Aesthetics of La Habana

Roy Brand

My first reaction to Cuba—genuine excitement. Here finally is a world untouched by McDonalds and Starbucks. On the way from the airport you notice wrong decisions everywhere—old deserted Russian factories and workers apartment housings in the midst of the Caribbean jungle—bienvenidos al park Lenin.

It’s funny that the first signs that time stopped are old American cars. The cars are the best of their kind, mafia models. In the background a copy of the Capitol from the time of the prohibition.

I traveled to Cuba to participate in a conference on aesthetics. Bit after realizing what’s going on, I withdraw.
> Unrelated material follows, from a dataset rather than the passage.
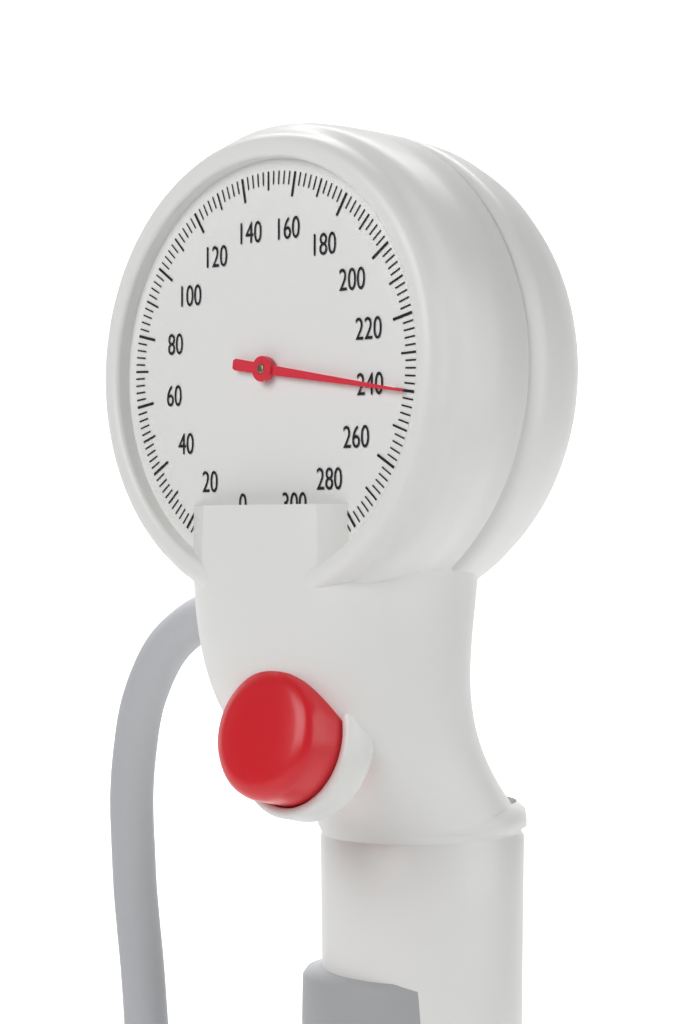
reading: 240 mmHg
Here’s one from the opening session, again soviet decor but from the window you see just jungle.

Apparently, men and women are happier when their natural competitiveness is restricted. When the human drive cannot be sublimated into work (where there’s nothing to achieve and nowhere to go) it remains simply sexual. Apparently (I need more fun).

Cuba in many ways is the anti-thesis to Israel—two utopian projects but with very different trajectories; both equally absurd.

Of course, it’s beautiful if you don’t have to live in it. The truth is that La Habana gives you a distinctive feeling of no possibilities.

The hurricane (Denise) wasn't all that bad, I actually enjoyed it, staying round the hotel sitting all night in a bar and having many conversations with the people (many wished the wind will carry Fidel by the beard).

Dr. Roy Brand works primarily in aesthetics and social-political philosophy. He is currently a post-doctoral fellow at the Institute for Philosophical Investigations at the National University of Mexico (UNAM).